Despite dying multiple times, Mickey still fears death. Even though he knows he will be reprinted, the experience remains terrifying. No amount of technology, it seems, can remove the instinctive human fear of mortality. In fact the question that everybody that has contact with Mickey wants to ask is what death feels like, because everyone, whether a friend or simply a user of Mickey has to confront their own mortality. 
In the final act, Mickey makes a choice. Instead of living in an endless cycle of death and resurrection, he chooses to grow old with one person. He destroys the only means by which he could achieve immortality. The film is suggesting that relationship is more important that reusability. Finiteness—the ability to die permanently—is part of what makes life meaningful. 

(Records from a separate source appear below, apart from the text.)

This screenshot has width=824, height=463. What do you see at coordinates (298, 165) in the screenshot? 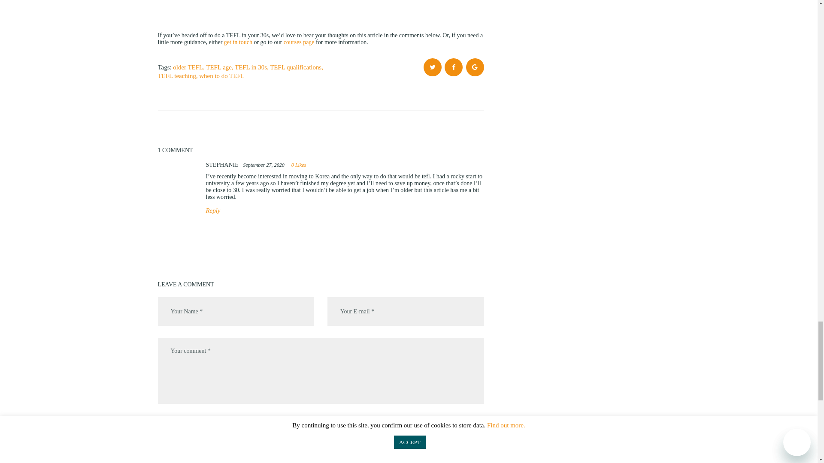
I see `Like` at bounding box center [298, 165].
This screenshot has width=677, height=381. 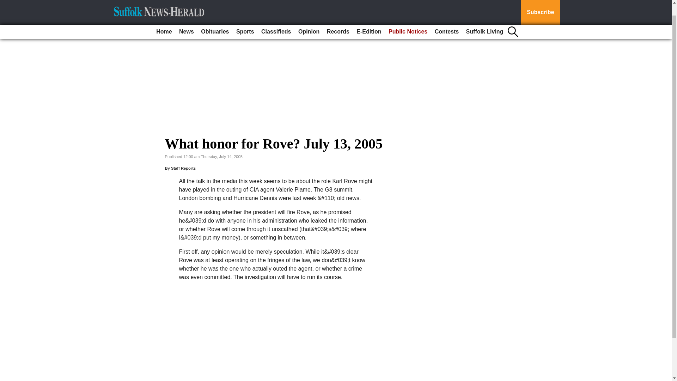 I want to click on Obituaries, so click(x=215, y=19).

The Bible teaches that there is an Adam 2.0. While the first Adam brought sin and death into the world, the second Adam – Jesus – brought redemption and eternal life. Both Jesus and Mickey choose death to break the cycle of suffering. But while Mickey chooses to abandon his contract as an expendable, Jesus willingly became expendable for the sake of others. His death was a once-for-all sacrifice that broke the power of death for all.  

What about resurrection? 

If there is life beyond this life what does it look like? Is it merely reprinting? A chance to try again? Or is there, as Adam 2.0 leads us to believe, a resurrection into a whole new world that even science fiction cannot begin to imagine? 

At its heart, Mickey 17 asks profound existential and ethical questions. It forces us to confront what it means to be human, what that human life is worth and how we deal with our mortality. It doesn’t provide us with answers but it invites us to wrestle with these crucial ideas. And in doing so, it points us back to the only hope that is worth having: a view of life where value is not earned, our existence is not expendable, and death is not the end. 

Celebrate our 2nd birthday!

Since March 2023, our readers have enjoyed over 1,000 articles. All for free. This is made possible through the generosity of our amazing community of supporters.

If you’re enjoying Seen & Unseen, would you consider making a gift towards our work?

Do so by joining Behind The Seen. Alongside other benefits, you’ll receive an extra fortnightly email from me sharing my reading and reflections on the ideas that are shaping our times.